What are the major issues in Australia’s election Saturday?

By ROD McGUIRK
Associated Press
MEBOURNE, Australia (AP) — Australians vote Saturday in general elections being dominated by the soaring cost of living, the economy, energy and China.
Affordable housing is in short supply, interest rates remain high and the major political parties are starkly divided on how to wean the nation off fossil fuel-generated electricity.
The major parties also differ on how to deal with China, which is both Australia’s largest trading partner and its greatest strategic threat.
Here’s what to know about the main issues:
Surging inflation
Australians have endured one of the sharpest rises in the cost of living in recent history and the current government has been at the helm through the worst of it.
Prices of eggs surged 11% last year and beer rose 4%, according to government figures. Average rents rose 4.8% last year after a 8.1% spike in 2023, property analyst CoreLogic said.
The central bank’s benchmark interest rate rose from a record low 0.1% to 0.35% two weeks before Prime Minister Anthony Albanese’s center-left Labor Party came to power in 2022’s elections.
The rate has been raised a dozen times since then, peaking at 4.35% in November 2023. Annual inflation peaked that year at 7.8%.
The central bank reduced the inflation rate by a quarter percentage point in February to 4.1% in an indication that the worst of the cost of living crisis had passed. The rate is widely expected to be cut again at the bank’s next board meeting on May 20 due to international economic uncertainty generated by U.S. President Donald Trump’s tariffs policies.
Scarce and expensive housing
Inflation has put some builders out of business, exacerbating a shortage of housing, which in turn has inflated rents.
The government has provided tax cuts and assistance for some rent and energy bills, but critics argue government spending has contributed to maintaining elevated inflation.
Albanese promised in 2023 to build 1.2 million homes through incentives over five years starting in the middle of last year, an ambitious target in a country of 27 million people. Early building approval figures suggest his government would miss that target.
Labor has vowed to reduce the deposit first time home buyers will be required to pay from 20% to 5% with the government becoming guarantor for the difference.
The conservative opposition Liberal Party has promised to reduce competition for housing by reducing immigration. It’s also promised to allow Australians to spend money held in their compulsory workplace pension funds, known as superannuation, on down payments to buy a home.

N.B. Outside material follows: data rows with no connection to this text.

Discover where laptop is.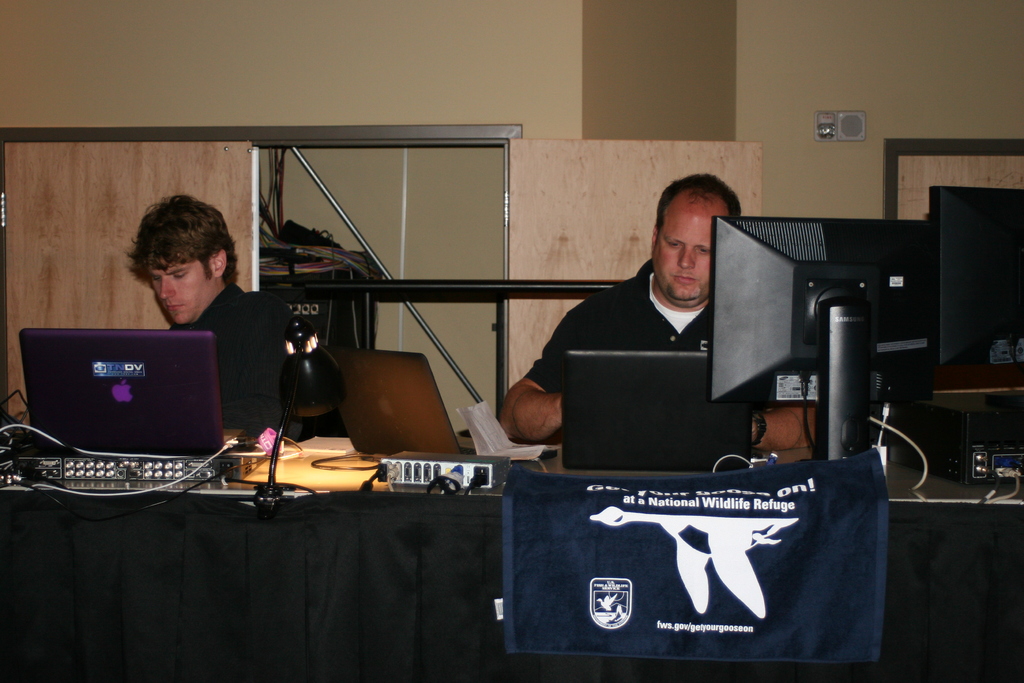
Discovered at [x1=563, y1=352, x2=751, y2=468].
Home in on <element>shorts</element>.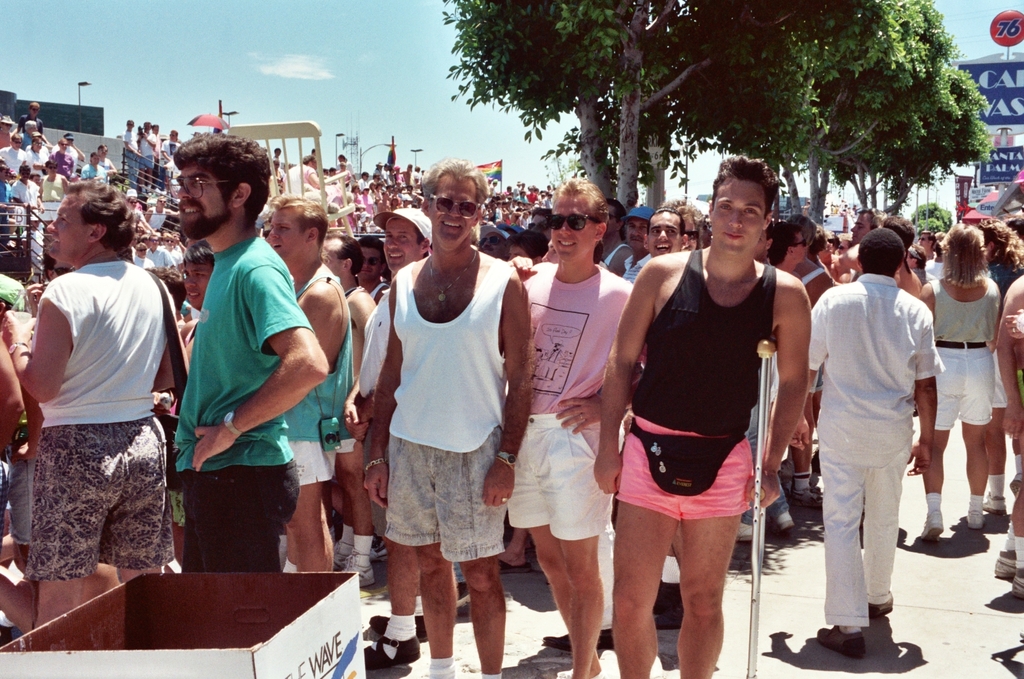
Homed in at BBox(289, 439, 336, 486).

The opposition has also pledged to make mortgage interest payments tax deductible for many first home buyers.
Many economists argue the rival policies would both inflate home prices while achieving little to increase the supply of housing.
Different paths to net zero
Both parties agree on one goal: to achieve net zero emissions by 2050.

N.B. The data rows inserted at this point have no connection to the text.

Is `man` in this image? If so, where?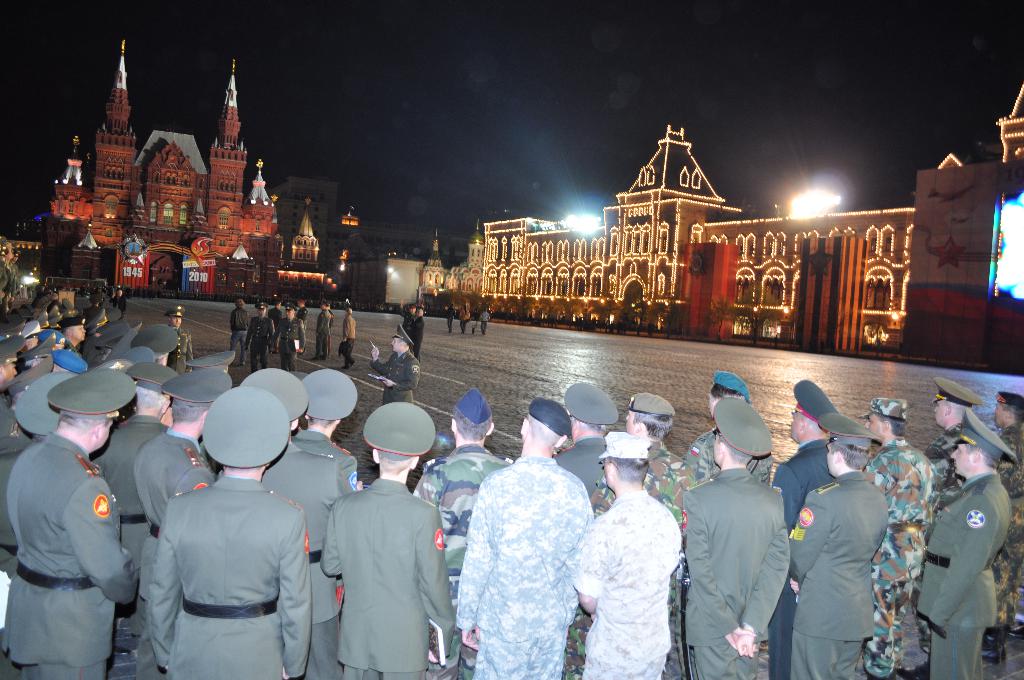
Yes, at bbox(567, 435, 689, 679).
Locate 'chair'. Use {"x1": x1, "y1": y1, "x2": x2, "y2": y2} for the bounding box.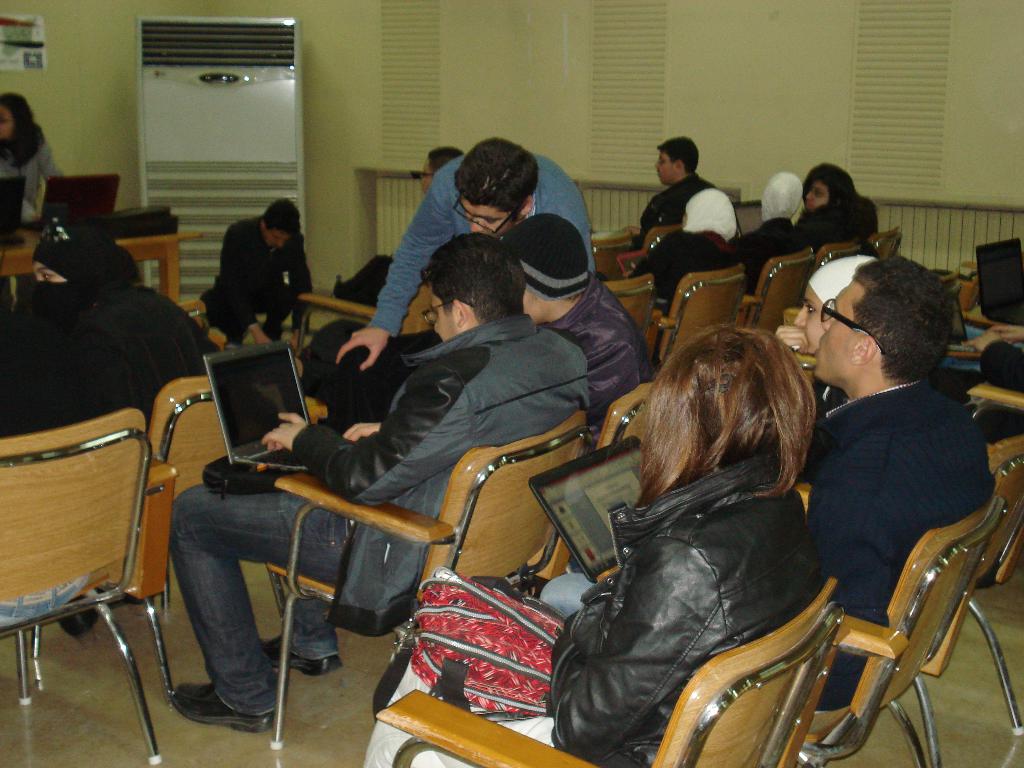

Albanese’s government was elected in 2022 with a promise to reduce Australia’s greenhouse gas emissions by 43% below 2005 levels by the end of the decade and achieve net zero by 2050.
The opposition has promised to build seven government-funded nuclear power plants across Australia, the first providing electricity in 2035.

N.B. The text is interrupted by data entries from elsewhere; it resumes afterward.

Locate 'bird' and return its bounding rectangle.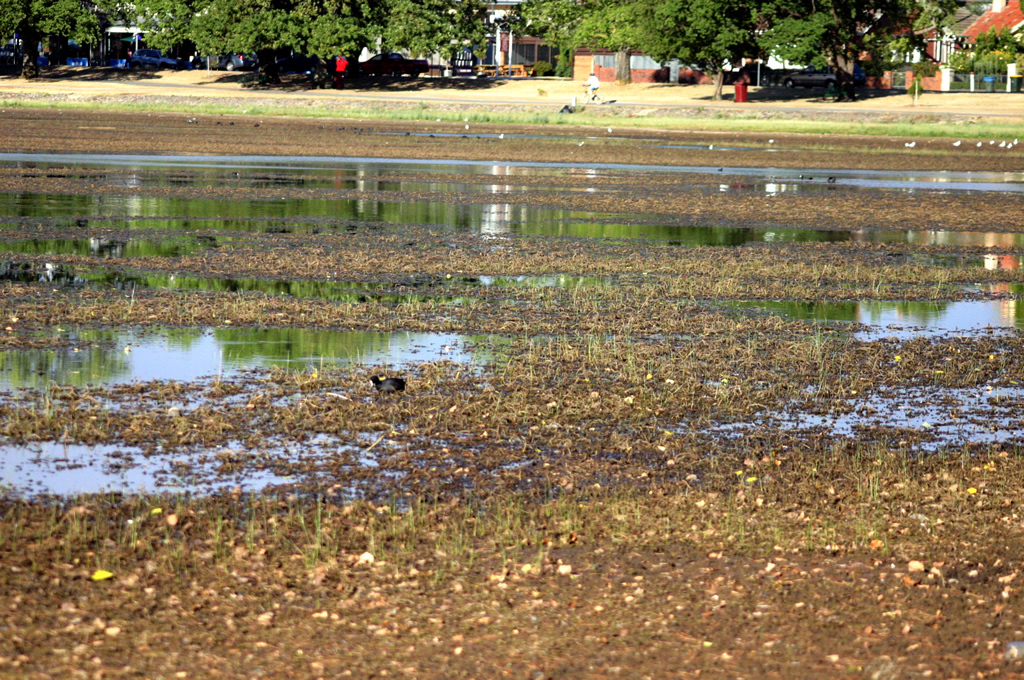
Rect(906, 143, 916, 148).
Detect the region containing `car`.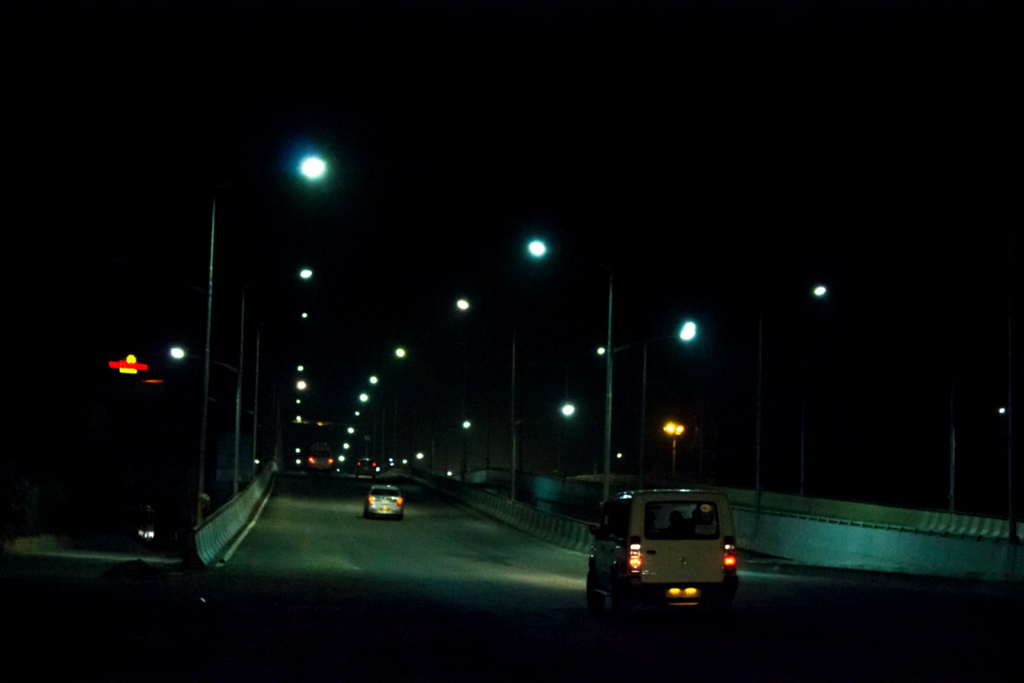
<box>588,486,748,623</box>.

The government argues Australia‘s existing coal and gas-fired generators won’t last long enough to meet the nation’s needs until nuclear power arrives. It plans to have 82% of Australia’s energy grid powered by renewables by 2030.
The opposition argues the government’s policy of replacing coal and gas with renewable energy sources including wind turbines and solar cells is unachievable, and would reduce investment in clean energy technologies.
The opposition would rely on more gas to generate electricity until atomic power was established. It would not set a new target for 2030 before the election.
Ties with China
Trade and diplomatic relations between Australia and China plunged to new depths in 2020 after the previous conservative Australian government demanded an international inquiry into the origins of and responses to the COVID-19 pandemic.
Beijing barred minister-to-minister contacts with Australia and imposed a series of official and unofficial bans on commodities including coal, wine, barley, wood and lobsters that cost Australian exporters up to 20 billion Australian dollars ($13 billion) a year.
The thaw started almost immediately with the election of the Labor Party in 2022. Chinese Premier Li Keqiang wrote to congratulate Albanese on his election victory within days.
All the trade barriers were gradually lifted and Albanese met President Xi Jinping during a state visit to Beijing in 2023.
Albanese often says about China: “We will cooperate where we can, disagree where we must and engage in the national interest.”
Opposition leader Peter Dutton, a longtime critic of China, has claimed that bilateral relations would improve even further with a tough and uncompromising approach. He has accused Albanese of self-censorship to avoid offending Beijing.
“Australia must be willing to criticize any nation whose behavior imperils stability in the region, and that’s what a coalition government I lead will do confidently and in concert with like-minded countries,” Dutton told the Lowy Institute international policy think tank in Sydney in March.